My uptime on SM 2006091809 1.1b was 45.5 hours of heavy CZ, Mailnews and browser usage. RAM recovered on crash was 285M. Just before crash I discovered a recurring image painting problem was back - images that won't paint fully or at all unless the browser window is less than the image size - that occurs only after considerable uptime and usage. IIRC, this is the same reproduction pattern as my last crash, and they produce no popuplog.os2 entries.
mrmazda: large is probably >512 MB or so (the OS/2 per process limit), but could be a lot less if the browser already uses lots of RAM before trying to allocate for the image... The bug definitely exists in trunk and both branches.

Bug resolution depends on what will be decided from the discussion in bug 353144 (and/or possibly bug 290284).
Depends on: 290284, 353144
Hmm, bug 353144 was resolved and the follow-up discussion in the newsgroups didn't go anywhere.

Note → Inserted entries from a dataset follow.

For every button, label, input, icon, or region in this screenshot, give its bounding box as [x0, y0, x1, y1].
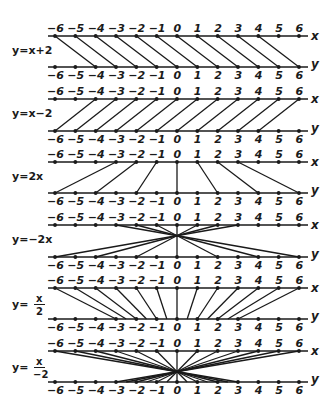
mapping-arrow: [258, 36, 299, 67]
tick-label: 0: [174, 22, 182, 35]
tick-label: −2: [128, 148, 145, 161]
bottom-axis-name: y: [311, 57, 320, 71]
fraction-denominator: 2: [36, 306, 43, 317]
tick-label: 4: [254, 148, 263, 161]
tick-label: −4: [88, 195, 105, 208]
tick-label: −3: [108, 337, 125, 350]
tick-label: 0: [174, 69, 182, 82]
mapping-arrow: [136, 288, 156, 319]
fraction-numerator: x: [36, 293, 43, 304]
tick-label: 2: [214, 133, 222, 146]
tick-label: −2: [128, 133, 145, 146]
mapping-arrow: [96, 99, 137, 131]
tick-label: 5: [275, 321, 283, 334]
tick-label: 5: [275, 133, 283, 146]
tick-label: 1: [194, 69, 202, 82]
tick-label: −1: [149, 133, 166, 146]
tick-label: 3: [234, 259, 242, 272]
tick-label: 3: [234, 22, 242, 35]
tick-label: 6: [295, 321, 303, 334]
tick-label: −5: [67, 69, 84, 82]
mapping-arrow: [116, 36, 157, 67]
bottom-axis-name: y: [311, 309, 320, 323]
mapping-arrow: [177, 36, 218, 67]
tick-label: 4: [254, 195, 263, 208]
tick-label: −1: [149, 274, 166, 287]
tick-label: −4: [88, 22, 105, 35]
function-label: y=: [12, 298, 28, 311]
tick-label: 2: [214, 22, 222, 35]
tick-label: −4: [88, 148, 105, 161]
tick-label: 4: [254, 259, 263, 272]
tick-label: 6: [295, 195, 303, 208]
bottom-axis-name: y: [311, 183, 320, 197]
tick-label: −2: [128, 22, 145, 35]
tick-label: −5: [67, 321, 84, 334]
tick-label: 3: [234, 337, 242, 350]
tick-label: 3: [234, 274, 242, 287]
mapping-arrow: [197, 162, 217, 193]
tick-label: 0: [174, 259, 182, 272]
tick-label: −4: [88, 69, 105, 82]
tick-label: −4: [88, 337, 105, 350]
tick-label: −6: [47, 259, 64, 272]
tick-label: −5: [67, 259, 84, 272]
tick-label: −6: [47, 211, 64, 224]
function-label: y=−2x: [12, 233, 52, 246]
tick-label: −3: [108, 85, 125, 98]
tick-label: 6: [295, 69, 303, 82]
tick-label: 2: [214, 195, 222, 208]
mapping-diagram-figure: −6−5−4−3−2−10123456x−6−5−4−3−2−10123456y…: [0, 0, 334, 411]
tick-label: 1: [194, 133, 202, 146]
tick-label: 0: [174, 133, 182, 146]
tick-label: −6: [47, 22, 64, 35]
tick-label: −5: [67, 337, 84, 350]
mapping-arrow: [218, 162, 259, 193]
tick-label: 6: [295, 85, 303, 98]
tick-label: 0: [174, 321, 182, 334]
tick-label: −5: [67, 133, 84, 146]
tick-label: 2: [214, 211, 222, 224]
function-label: y=2x: [12, 170, 43, 183]
tick-label: 2: [214, 69, 222, 82]
mapping-arrow: [55, 162, 116, 193]
tick-label: 5: [275, 148, 283, 161]
tick-label: −5: [67, 22, 84, 35]
tick-label: 6: [295, 22, 303, 35]
tick-label: 6: [295, 259, 303, 272]
tick-label: −5: [67, 384, 84, 397]
tick-label: −4: [88, 321, 105, 334]
tick-label: −1: [149, 85, 166, 98]
tick-label: 0: [174, 195, 182, 208]
tick-label: −3: [108, 133, 125, 146]
mapping-arrow: [238, 288, 299, 319]
tick-label: −2: [128, 384, 145, 397]
tick-label: 1: [194, 337, 202, 350]
tick-label: −2: [128, 274, 145, 287]
tick-label: 3: [234, 133, 242, 146]
tick-label: 5: [275, 274, 283, 287]
tick-label: 2: [214, 384, 222, 397]
tick-label: 1: [194, 85, 202, 98]
mapping-arrow: [55, 288, 116, 319]
tick-label: −1: [149, 259, 166, 272]
tick-label: 3: [234, 69, 242, 82]
mapping-arrow: [75, 36, 116, 67]
tick-label: −6: [47, 337, 64, 350]
tick-label: 4: [254, 337, 263, 350]
tick-label: −4: [88, 259, 105, 272]
tick-label: −3: [108, 22, 125, 35]
tick-label: −3: [108, 211, 125, 224]
tick-label: −6: [47, 384, 64, 397]
mapping-arrow: [197, 99, 238, 131]
tick-label: −6: [47, 148, 64, 161]
tick-label: 0: [174, 274, 182, 287]
tick-label: 3: [234, 195, 242, 208]
top-axis-name: x: [310, 29, 320, 43]
tick-label: 5: [275, 211, 283, 224]
tick-label: 0: [174, 85, 182, 98]
tick-label: 3: [234, 85, 242, 98]
mapping-arrow: [238, 99, 279, 131]
tick-label: 1: [194, 274, 202, 287]
function-label: y=x+2: [12, 44, 52, 57]
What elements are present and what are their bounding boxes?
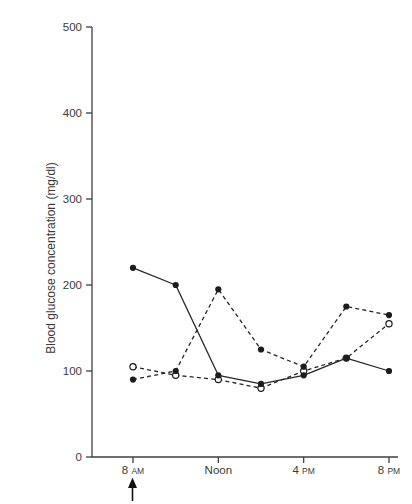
filled-circle-marker: [130, 377, 136, 383]
axis-frame: [92, 27, 398, 457]
y-tick-label: 300: [63, 193, 82, 205]
x-tick-label: 8 AM: [122, 464, 144, 476]
y-tick-label: 500: [63, 21, 82, 33]
y-tick-label: 0: [76, 451, 82, 463]
data-series: [130, 265, 392, 392]
filled-circle-marker: [386, 368, 392, 374]
y-tick-label: 200: [63, 279, 82, 291]
filled-circle-marker: [258, 381, 264, 387]
series-line-dashed-filled-circles: [133, 289, 389, 379]
y-axis-ticks: 0100200300400500: [63, 21, 92, 463]
filled-circle-marker: [386, 312, 392, 318]
filled-circle-marker: [258, 346, 264, 352]
y-tick-label: 100: [63, 365, 82, 377]
x-tick-label: Noon: [205, 464, 233, 476]
filled-circle-marker: [215, 286, 221, 292]
series-line-solid-filled-circles: [133, 268, 389, 384]
filled-circle-marker: [173, 282, 179, 288]
open-circle-marker: [386, 321, 392, 327]
up-arrow-icon: [128, 478, 137, 502]
x-tick-label: 4 PM: [292, 464, 314, 476]
open-circle-marker: [130, 364, 136, 370]
filled-circle-marker: [343, 303, 349, 309]
glucose-line-chart-figure: Blood glucose concentration (mg/dl) 0100…: [0, 0, 412, 504]
filled-circle-marker: [301, 372, 307, 378]
y-axis-label: Blood glucose concentration (mg/dl): [44, 162, 58, 353]
x-tick-label: 8 PM: [378, 464, 400, 476]
y-tick-label: 400: [63, 107, 82, 119]
x-axis-ticks: 8 AMNoon4 PM8 PM: [122, 457, 400, 476]
filled-circle-marker: [173, 368, 179, 374]
filled-circle-marker: [215, 372, 221, 378]
chart-canvas: Blood glucose concentration (mg/dl) 0100…: [0, 0, 412, 504]
series-line-dashed-open-circles: [133, 324, 389, 389]
filled-circle-marker: [301, 364, 307, 370]
filled-circle-marker: [343, 355, 349, 361]
filled-circle-marker: [130, 265, 136, 271]
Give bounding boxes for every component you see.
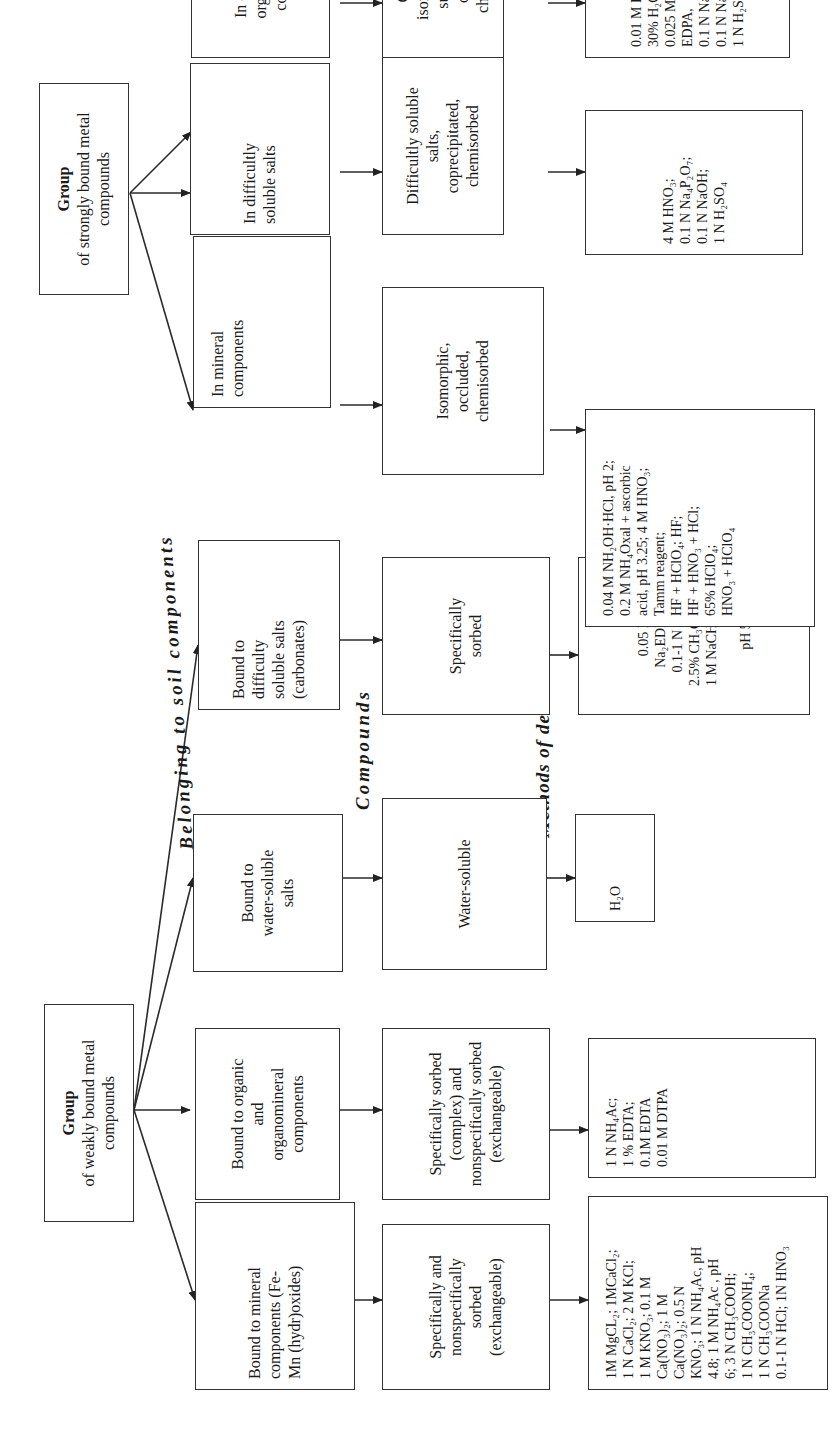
method-box-col1: 1M MgCL₂; 1MCaCl₂; 1 N CaCl₂; 2 M KCl; 1… (588, 1196, 828, 1390)
method-box-col6: 4 M HNO₃; 0.1 N Na₄P₂O₇; 0.1 N NaOH; 1 N… (585, 110, 803, 255)
compound-box-specifically-nonspecifically-sorbed: Specifically and nonspecifically sorbed … (382, 1224, 550, 1390)
section-label-compounds: Compounds (352, 689, 374, 810)
compound-box-isomorphic-occluded: Isomorphic, occluded, chemisorbed (382, 287, 544, 475)
method-box-col5: 0.04 M NH₂OH·HCl, pH 2; 0.2 M NH₄Oxal + … (585, 409, 815, 627)
component-box-organic-organomineral: Bound to organic and organomineral compo… (195, 1028, 340, 1200)
component-box-carbonates: Bound to difficulty soluble salts (carbo… (198, 540, 340, 710)
arrow-weak-to-col1 (134, 1110, 195, 1300)
compound-box-water-soluble: Water-soluble (382, 798, 547, 970)
component-box-organic-organomineral-strong: In organic and organomineral components (191, 0, 330, 58)
group-title: Group (54, 112, 74, 265)
method-box-col2: 1 N NH₄Ac; 1 % EDTA; 0.1M EDTA 0.01 M DT… (588, 1038, 816, 1178)
arrow-strong-to-col7 (130, 132, 191, 193)
method-box-col3: H₂O (575, 814, 655, 922)
soil-metal-fractionation-diagram: Group of weakly bound metal compounds Gr… (0, 0, 832, 1450)
method-box-col7: 0.01 M DTPA, 30% H₂O₂, 0.025 M NH4- EDPA… (585, 0, 790, 58)
arrow-weak-to-col3 (134, 878, 193, 1110)
group-title: Group (59, 1039, 79, 1186)
component-box-difficultly-soluble-salts: In difficultly soluble salts (190, 63, 330, 235)
compound-box-chelated: Chelated, isomorphically substituted, oc… (382, 0, 504, 58)
compound-box-coprecipitated: Difficultly soluble salts, coprecipitate… (382, 57, 504, 235)
group-strongly-bound-box: Group of strongly bound metal compounds (39, 83, 129, 295)
component-box-mineral: In mineral components (193, 236, 331, 408)
group-weakly-bound-box: Group of weakly bound metal compounds (44, 1004, 134, 1222)
component-box-water-soluble-salts: Bound to water-soluble salts (193, 814, 343, 972)
compound-box-specifically-sorbed: Specifically sorbed (382, 557, 550, 715)
component-box-mineral-fe-mn: Bound to mineral components (Fe- Mn (hyd… (195, 1202, 355, 1390)
arrow-strong-to-col5 (130, 193, 193, 410)
compound-box-complex-exchangeable: Specifically sorbed (complex) and nonspe… (382, 1028, 550, 1200)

Any global fix will be too late for branch and on trunk gfx/src/os2/nsImageOS2.cpp is irrelevant now.
I guess I will just check the available patch (attachment 237504 [details] [diff] [review]) in and so fix the most pressing RAM allocation problem on OS/2.
Version: Trunk → 1.8 Branch
Checked in to branch only (where it is relevant).
Status: ASSIGNED → RESOLVED
Closed: 17 years ago
Keywords: fixed1.8.1.5
Resolution: --- → FIXED
Peter, could you help verifying this bug fix on the 1.8.1.5 branch?
Verified with Firefox 2.0.0.5pre of 20070712 which displays 
   The image "file:///<PATH>/full_jpg.jpg" cannot be displayed,
   because it contains errors.
while Firefox 2.0.0.5pre of 20070608 crashes.